I can’t help but continue to ruminate on my interaction with El Al Israel Airlines as noted in my previous post on missed marketing opportunities.

It is not that I am angry or even disappointed. I am perplexed that given an opportunity to make a customer for life, instead a key employee chose to lie about an interaction rather than to stand by her decision.

I noted that I sat down with the two top executives of the airline to tell them my story and to see if they might act differently than one of their key employees in the New York office, no doubt the company’s largest office.

While I was sitting with two top executives, Sheryl Stein interrupted us in a very annoyed tone and stated that she had had five conversations with me about the situation and that it had happened 4 or 5 years ago and that I could not keep asking people the same question looking for a different answer. Of course that begs several questions.

If Sheryl Stein, one of the top managers at El Al’s largest office in New York was so confident that she made the right call, then why would she interrupt a meeting between her boss and a customer? Why did she feel the need to lie about how long ago the contest had been or about how many times she had spoken to me about it? Why did she feel the need to try to undermine my credibility, the credibility of a customer, at the ultimate expense of her own?

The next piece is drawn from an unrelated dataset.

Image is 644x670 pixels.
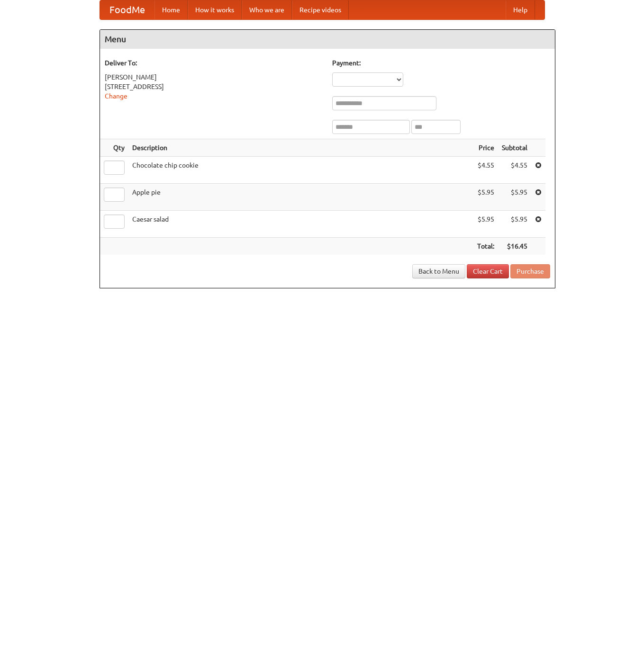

Of course defensiveness is a fairly natural reaction when we are attacked. It comes from the reptilian brain, not a conscious place committed to growth. It is certainly not a healthy response if we want to get better at our jobs or become better human beings.

I suspect what was going on with Sheryl Stein at El Al is that she was afraid of her bosses hearing from a customer who was less than pleased with her business decision. But if it was a good decision, then why the fear? If she had done a good job, then why not let the customer tell the boss who would confirm that she did a good job? In fact, that is what ultimately happened. Unfortunately for her, she compromised her integrity for fear that he would not.

Of course the real question is not what she was trying to hide from her bosses, that is her problem. The real question is what we can learn from her. The Bible has stories of good and bad, so that we may learn from both. I don’t have any employees right now, so I am less worried about what they hiding from me in my business than in how I might be stunting my own growth at times out of fear.

So what are your employees trying to hide from you and what are you doing out of fear rather than out of a commitment to growth? Finally I suspect there are some bosses who might value Sheryl’s “protecting” them from customers. What do you think?